Re: Rationale of non-const reference to temporaries

From:
=?ISO-8859-1?Q?Daniel_Kr=FCgler?= <daniel.kruegler@googlemail.com>
Newsgroups:
comp.lang.c++.moderated
Date:
Tue, 2 Dec 2008 16:26:40 CST
Message-ID:
<2266a205-f067-42e8-9d3f-45f7805cafeb@j38g2000yqa.googlegroups.com>
On 2 Dez., 16:33, "Martin T." <0xCDCDC...@gmx.at> wrote:

Daniel Kr?gler wrote:

On 1 Dez., 20:52, eca <enrico.ecam...@gmail.com> wrote:

(...)
What I know is that temporaries can be passed as const references
and that VC allows passing them as non-const references as an
extension to the standard.
What I don't know precisely is whether there is any potential risk
of error in doing as above.

Could you help me understand the rationale of the two approaches?

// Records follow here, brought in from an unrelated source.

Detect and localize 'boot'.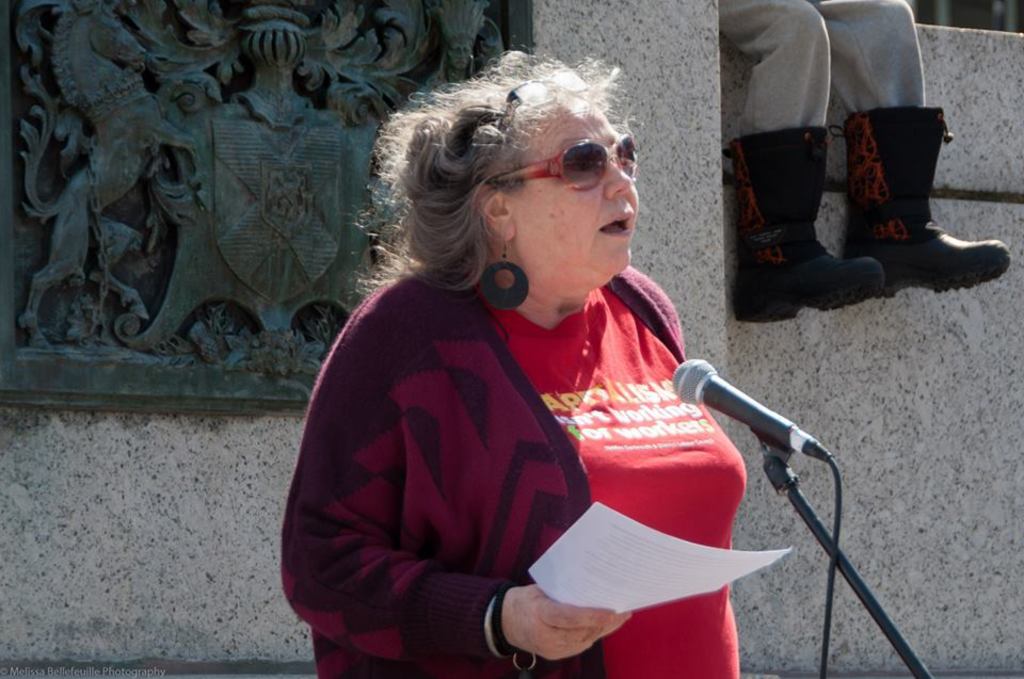
Localized at x1=723 y1=128 x2=883 y2=324.
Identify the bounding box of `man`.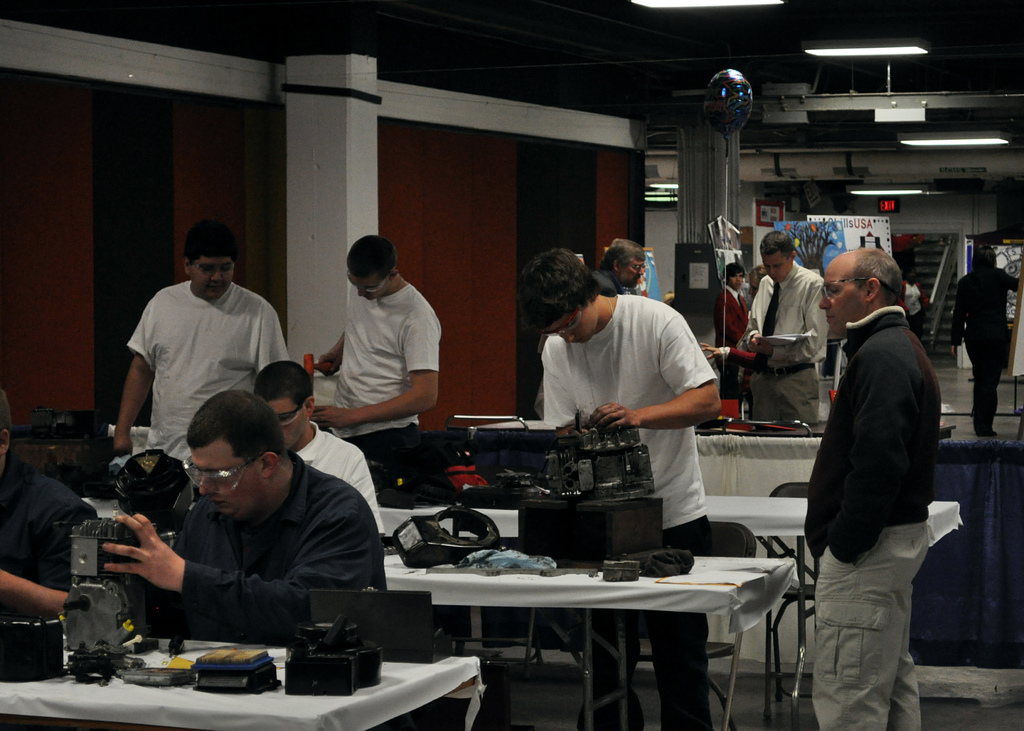
{"x1": 106, "y1": 218, "x2": 294, "y2": 470}.
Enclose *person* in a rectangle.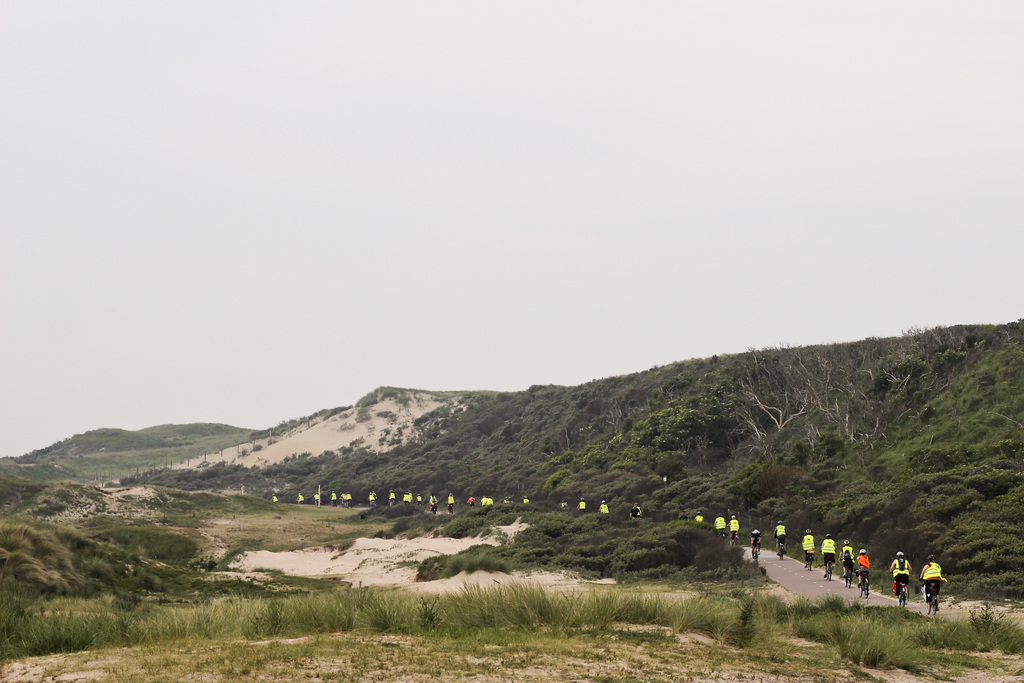
{"left": 837, "top": 539, "right": 857, "bottom": 580}.
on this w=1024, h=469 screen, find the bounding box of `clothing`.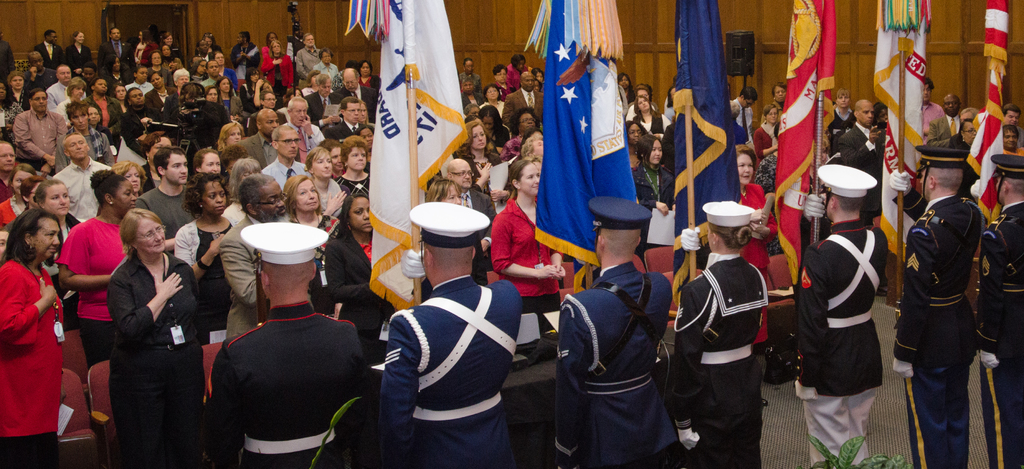
Bounding box: {"x1": 629, "y1": 169, "x2": 674, "y2": 214}.
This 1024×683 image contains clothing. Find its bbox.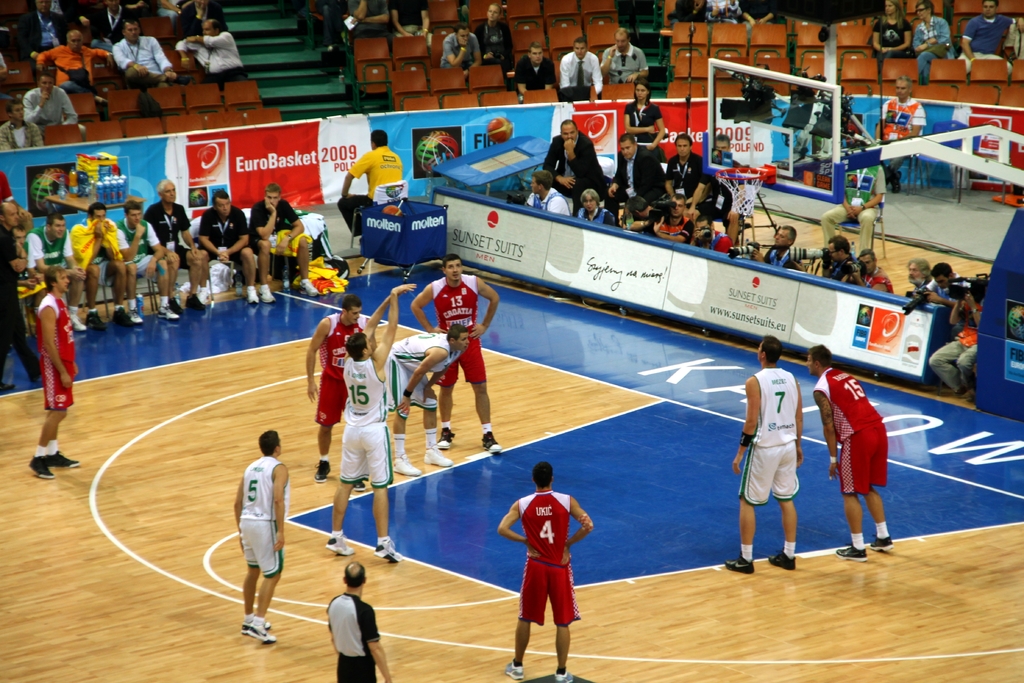
388 0 436 48.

The reason why standard C++ decided the rules is to provide
a safety belt for you: Usually an object addressed per mutable
lvalue reference as above is supposed to modify this thingee
and that this changed state in this thingee can be evaluated
later. Now consider the following example, which was the
showstopper for allowing rvalues (like temporaries) to be
acceptable arguments for lvalue-references:

void inc(int& arg) { arg++; }

typedef long MyInt;

int main() {
  MyInt i = 0;
  inc(i);
  if (i == 1) {
     // Life-saving logic
  }
}

Should this program be well-formed? If yes, how do you
estimate the chances, that this kind of *error* - hidden
in some complex software, will be finally found and fixed?

What happens in my example is that i is converted into
a *temporary* of type int, which is the actual argument
of inc. So, the seemingly induced change i never happens,
because *only* the temporary itself is modified here!

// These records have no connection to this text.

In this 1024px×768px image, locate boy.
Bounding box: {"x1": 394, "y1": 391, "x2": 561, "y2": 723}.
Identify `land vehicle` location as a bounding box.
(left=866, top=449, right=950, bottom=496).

I thought there is no implicit conversion from long -> int& :
error C2664: 'inc' : cannot convert parameter 1 from 'long' to 'int &'

And this kind of code example was the reason, why C++
decided for the current rules in this regard.

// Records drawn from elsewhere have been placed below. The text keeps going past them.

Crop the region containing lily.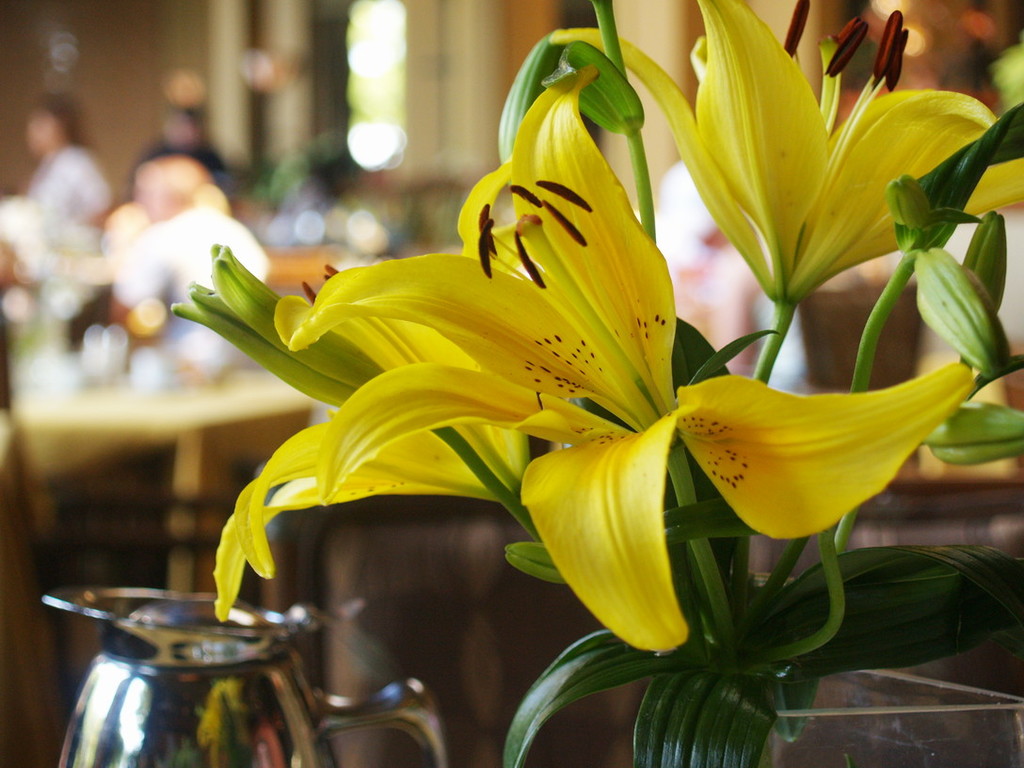
Crop region: 213:157:534:629.
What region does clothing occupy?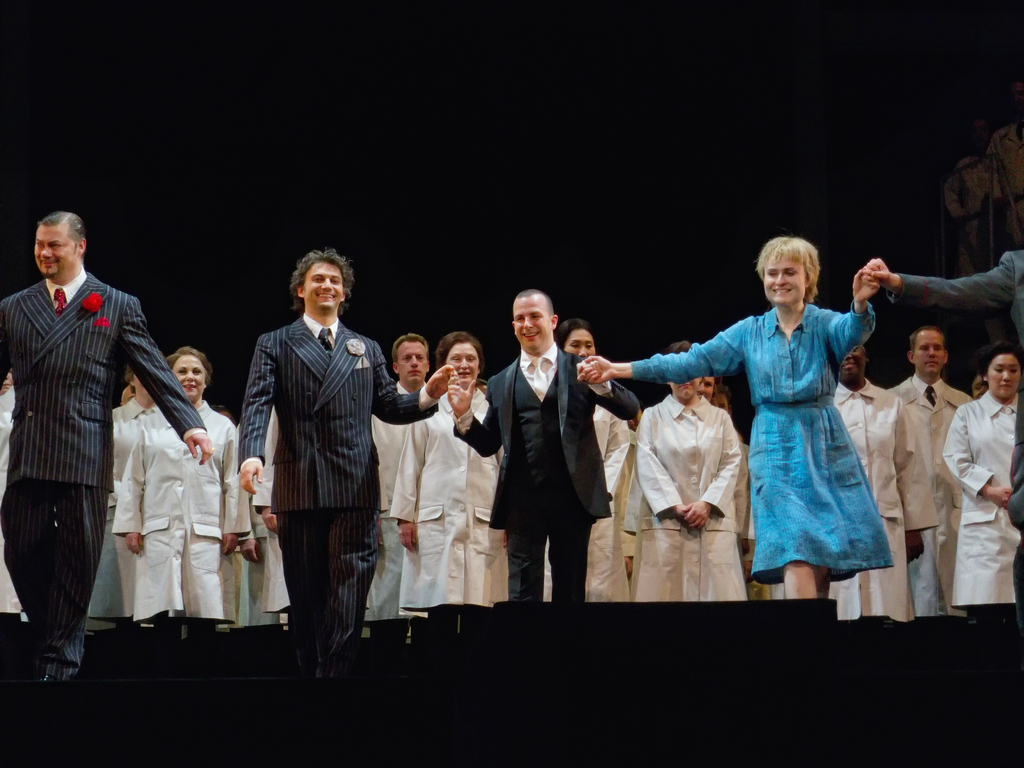
left=563, top=384, right=622, bottom=610.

How so, if it does not compile?


It does not compile, because the temporary (of type int)
cannot be bound to the lvalue-reference, just as todays'
rules are. The OP asked for the reason *why* the rules
are as they are and I provided the showstopper example
that killed an earlier attempt to *allow* binding of rvalues
to lvalue references.

The conversion long -> int happens before the binding
attempt takes places and *is* valid (and implicit). If
you have a recent rvalue-reference-capable compiler
(e.g. one of the newer gcc's), you will observe that my
example *will* compile, if you replace the definition
of inc to

void inc(int&& arg) { arg++; } // <- different argument type!